■ What you should do
Look through the records below for the line holding "You are a GUI". Write it out exactly, with each following line through the line holding "The height and".

··· Dataset records

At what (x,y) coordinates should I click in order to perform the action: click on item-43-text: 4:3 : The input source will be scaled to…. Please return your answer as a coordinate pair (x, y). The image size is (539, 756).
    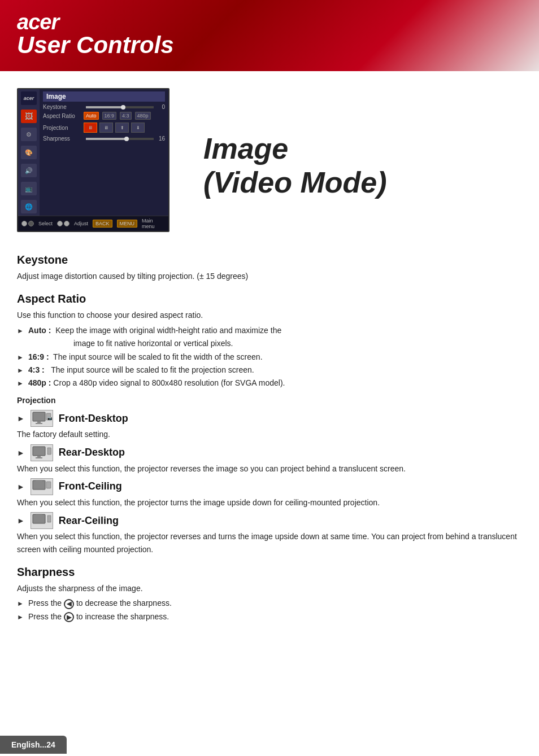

······
··· Dataset records

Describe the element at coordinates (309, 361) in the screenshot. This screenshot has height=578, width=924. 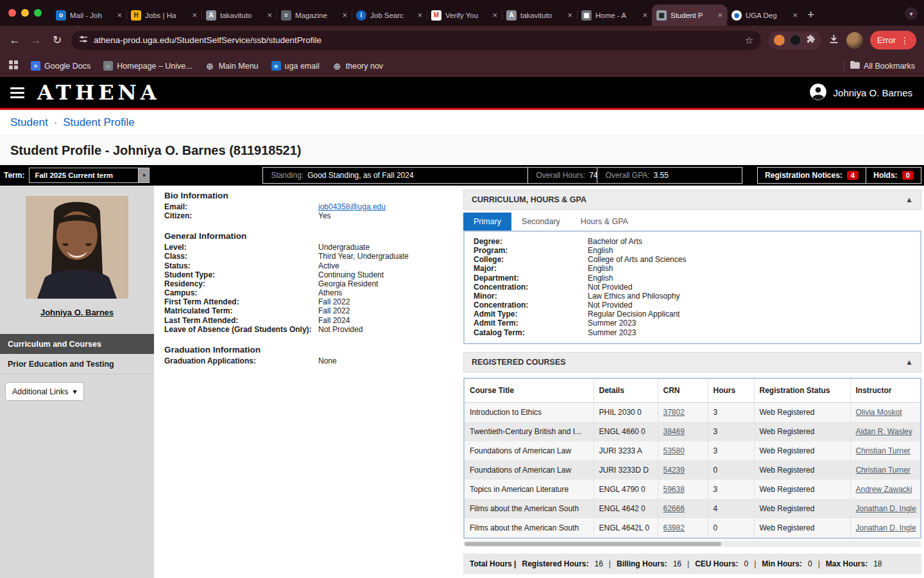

······
··· Dataset records

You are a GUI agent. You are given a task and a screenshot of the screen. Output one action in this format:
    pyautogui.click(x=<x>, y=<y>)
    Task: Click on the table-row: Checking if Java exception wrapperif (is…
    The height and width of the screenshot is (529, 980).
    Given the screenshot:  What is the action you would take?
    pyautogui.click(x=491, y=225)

······

■ Exercise result
You are a GUI agent. You are given a task and a screenshot of the screen. Output one action in this format:
    pyautogui.click(x=<x>, y=<y>)
    Task: Click on the table-row: Checking if Java exception wrapperif (is…
    The height and width of the screenshot is (529, 980).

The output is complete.